It may be an outcome, but it certainly wasn’t ”designed to boost disinformation.” If you watch a pro-vaccine videos, it will suggest more videos portraying the vaccine positively.
My take on things as time has gone on? It’s depressing but the problem is people. It doesn’t matter if you’re watching a pro-vaccine or anti-vaccine video, the comments are filled with hundreds or thousands of anti-vaccine comments. People are the common denominator of what’s wrong with the Internet today.
I agree it’s imprecise to say it is designed to boost disinformation (which I quoted from the parent); it is more precise to say it was designed to maximise revenue.
Which, due to the business model, is more or less incompatible with presenting the truth. Truth is often uncomfortable, full of caveats and subject to change; rarely does it make for a good story. If it turns out that presenting outright false information (including lying by omission, etc.) as established fact keeps eyeballs for longer and engages more people, then the algorithm would be doing just that.
Sure, if you watch technical content and train the algorithm by watching videos from solid, trusted sources, you can (for now) get it to give you sound recommendations, but I doubt this is reliable or representative. Thus, I believe acting as if YouTube was designed to boost misinformation is not necessarily wrong, and may be more or less an approximation of the average case.
And the problem is not quite people. If people are expected to constantly counteract the efforts of a sophisticated machine that doesn’t have their interests in mind and can spend a million dollars just optimizing its GUI and algorithms, which are then deployed against each individual user (who comes alone, tired after work, low on willpower and with lowered defences from the safety of their home) to exploit the darkest in them in order to show them more ads, then the problem is not quite people—the problem is that we are dealing with an adversary.
My take on things as time has gone on? It’s depressing but the problem is people. It doesn’t matter if you’re watching a pro-vaccine or anti-vaccine video, the comments are filled with hundreds or thousands of anti-vaccine comments. People are the common denominator of what’s wrong with the Internet today.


▶ [What the task asks]
What is needed is a copy of each line in the listing that contains "figure".

▶ [Source data]
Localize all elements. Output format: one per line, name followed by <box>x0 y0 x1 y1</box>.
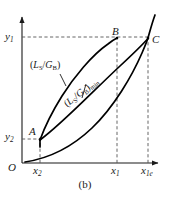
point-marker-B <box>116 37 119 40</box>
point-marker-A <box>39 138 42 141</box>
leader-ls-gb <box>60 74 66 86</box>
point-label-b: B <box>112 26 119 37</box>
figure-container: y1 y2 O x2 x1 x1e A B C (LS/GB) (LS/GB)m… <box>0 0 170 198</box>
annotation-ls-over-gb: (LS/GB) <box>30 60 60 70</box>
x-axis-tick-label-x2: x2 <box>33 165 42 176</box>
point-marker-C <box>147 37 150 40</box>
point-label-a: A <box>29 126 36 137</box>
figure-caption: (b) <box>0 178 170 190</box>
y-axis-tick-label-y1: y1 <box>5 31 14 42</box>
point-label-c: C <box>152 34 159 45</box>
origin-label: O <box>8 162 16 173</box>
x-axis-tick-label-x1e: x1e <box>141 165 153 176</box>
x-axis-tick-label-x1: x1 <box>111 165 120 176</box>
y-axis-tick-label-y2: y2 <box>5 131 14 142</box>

---

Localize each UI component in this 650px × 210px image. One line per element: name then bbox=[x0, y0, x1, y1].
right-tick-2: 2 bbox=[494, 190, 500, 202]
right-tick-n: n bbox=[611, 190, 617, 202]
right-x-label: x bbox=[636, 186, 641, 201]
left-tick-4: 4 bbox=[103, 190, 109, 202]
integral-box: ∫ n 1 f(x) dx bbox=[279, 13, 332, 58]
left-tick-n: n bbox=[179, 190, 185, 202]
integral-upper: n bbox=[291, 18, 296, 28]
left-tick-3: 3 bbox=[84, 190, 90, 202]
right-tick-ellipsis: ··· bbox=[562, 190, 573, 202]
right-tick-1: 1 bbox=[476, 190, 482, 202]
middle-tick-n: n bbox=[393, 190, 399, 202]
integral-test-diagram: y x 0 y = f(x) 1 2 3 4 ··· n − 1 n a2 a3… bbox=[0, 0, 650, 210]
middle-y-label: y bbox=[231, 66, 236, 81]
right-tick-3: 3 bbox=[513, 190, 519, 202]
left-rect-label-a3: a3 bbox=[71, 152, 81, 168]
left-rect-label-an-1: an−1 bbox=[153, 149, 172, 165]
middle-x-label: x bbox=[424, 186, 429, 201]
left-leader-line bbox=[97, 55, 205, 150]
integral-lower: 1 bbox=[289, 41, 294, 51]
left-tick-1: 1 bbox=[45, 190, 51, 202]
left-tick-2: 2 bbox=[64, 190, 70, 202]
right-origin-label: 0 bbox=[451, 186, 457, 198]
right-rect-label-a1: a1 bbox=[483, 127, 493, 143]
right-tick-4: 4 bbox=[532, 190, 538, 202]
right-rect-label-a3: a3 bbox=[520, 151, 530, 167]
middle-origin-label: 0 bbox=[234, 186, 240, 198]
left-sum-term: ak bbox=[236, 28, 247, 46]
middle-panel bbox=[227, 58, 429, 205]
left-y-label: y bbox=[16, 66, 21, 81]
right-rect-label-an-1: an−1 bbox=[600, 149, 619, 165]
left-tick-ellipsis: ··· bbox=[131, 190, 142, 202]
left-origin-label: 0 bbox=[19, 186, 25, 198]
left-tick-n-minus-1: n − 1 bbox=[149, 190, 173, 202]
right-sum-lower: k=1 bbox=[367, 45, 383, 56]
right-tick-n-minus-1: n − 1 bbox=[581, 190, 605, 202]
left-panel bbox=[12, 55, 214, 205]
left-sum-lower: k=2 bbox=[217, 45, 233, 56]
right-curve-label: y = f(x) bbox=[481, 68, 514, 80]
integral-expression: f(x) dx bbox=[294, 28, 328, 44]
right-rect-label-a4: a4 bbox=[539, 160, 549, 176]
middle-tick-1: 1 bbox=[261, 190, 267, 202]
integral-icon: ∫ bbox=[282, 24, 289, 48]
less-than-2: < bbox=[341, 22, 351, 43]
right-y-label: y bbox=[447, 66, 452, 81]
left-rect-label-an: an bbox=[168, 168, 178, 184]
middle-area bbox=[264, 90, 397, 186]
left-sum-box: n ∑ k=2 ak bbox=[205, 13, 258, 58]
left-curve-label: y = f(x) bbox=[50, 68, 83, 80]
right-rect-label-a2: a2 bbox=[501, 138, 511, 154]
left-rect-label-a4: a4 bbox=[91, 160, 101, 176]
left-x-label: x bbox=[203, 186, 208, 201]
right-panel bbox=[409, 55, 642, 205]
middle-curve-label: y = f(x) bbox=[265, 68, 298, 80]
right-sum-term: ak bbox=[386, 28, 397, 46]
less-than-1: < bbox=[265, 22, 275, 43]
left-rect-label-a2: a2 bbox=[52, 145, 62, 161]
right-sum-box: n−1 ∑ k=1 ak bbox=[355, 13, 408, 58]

--

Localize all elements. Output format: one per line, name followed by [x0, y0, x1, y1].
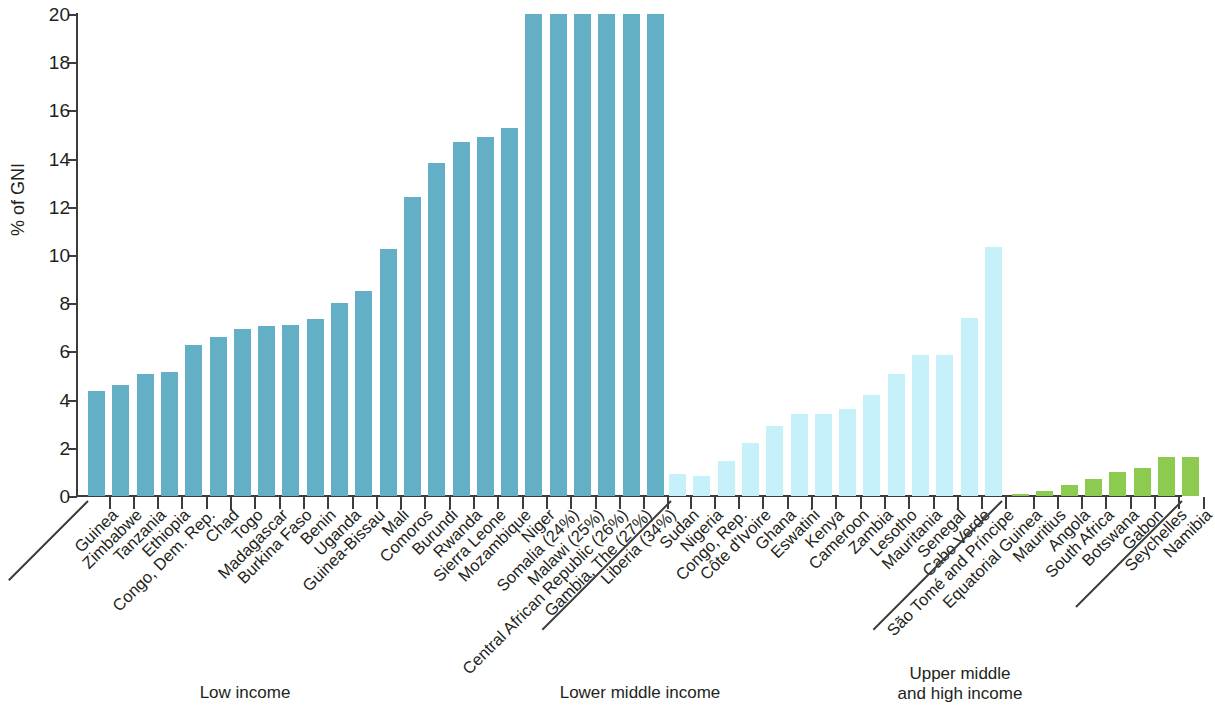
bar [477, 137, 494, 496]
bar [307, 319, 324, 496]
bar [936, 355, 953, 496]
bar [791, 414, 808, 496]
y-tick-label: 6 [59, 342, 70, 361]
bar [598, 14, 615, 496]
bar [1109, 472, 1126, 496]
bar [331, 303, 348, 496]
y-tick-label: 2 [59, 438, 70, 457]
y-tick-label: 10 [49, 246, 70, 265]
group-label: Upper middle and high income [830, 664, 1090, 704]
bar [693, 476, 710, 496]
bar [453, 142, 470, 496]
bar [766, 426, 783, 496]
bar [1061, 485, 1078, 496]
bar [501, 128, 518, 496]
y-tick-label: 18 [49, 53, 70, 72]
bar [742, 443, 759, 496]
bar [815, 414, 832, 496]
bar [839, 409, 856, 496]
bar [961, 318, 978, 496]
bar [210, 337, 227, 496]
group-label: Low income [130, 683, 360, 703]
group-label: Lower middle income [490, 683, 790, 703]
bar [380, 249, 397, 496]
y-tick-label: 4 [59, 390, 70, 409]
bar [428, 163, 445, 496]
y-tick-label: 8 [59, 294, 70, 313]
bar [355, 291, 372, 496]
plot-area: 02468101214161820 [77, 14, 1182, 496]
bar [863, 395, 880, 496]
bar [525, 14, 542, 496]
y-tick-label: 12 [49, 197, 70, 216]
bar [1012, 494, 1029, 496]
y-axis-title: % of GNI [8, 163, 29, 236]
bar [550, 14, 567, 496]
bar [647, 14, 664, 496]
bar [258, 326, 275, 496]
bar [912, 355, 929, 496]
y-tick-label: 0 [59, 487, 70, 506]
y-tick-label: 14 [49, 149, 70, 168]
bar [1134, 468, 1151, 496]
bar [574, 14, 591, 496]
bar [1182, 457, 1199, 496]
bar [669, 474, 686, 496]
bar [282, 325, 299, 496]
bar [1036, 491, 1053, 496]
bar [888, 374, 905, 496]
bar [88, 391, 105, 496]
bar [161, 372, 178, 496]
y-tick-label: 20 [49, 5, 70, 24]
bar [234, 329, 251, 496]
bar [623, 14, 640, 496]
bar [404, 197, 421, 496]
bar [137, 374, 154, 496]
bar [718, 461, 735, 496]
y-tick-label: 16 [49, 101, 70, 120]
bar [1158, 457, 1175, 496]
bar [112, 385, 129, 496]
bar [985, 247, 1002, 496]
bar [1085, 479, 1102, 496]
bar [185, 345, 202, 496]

▶ [Task result]
figure-container: y1 y2 O x2 x1 x1e A B C (LS/GB) (LS/GB)m… <box>0 0 170 198</box>
figure-caption: (b) <box>0 178 170 190</box>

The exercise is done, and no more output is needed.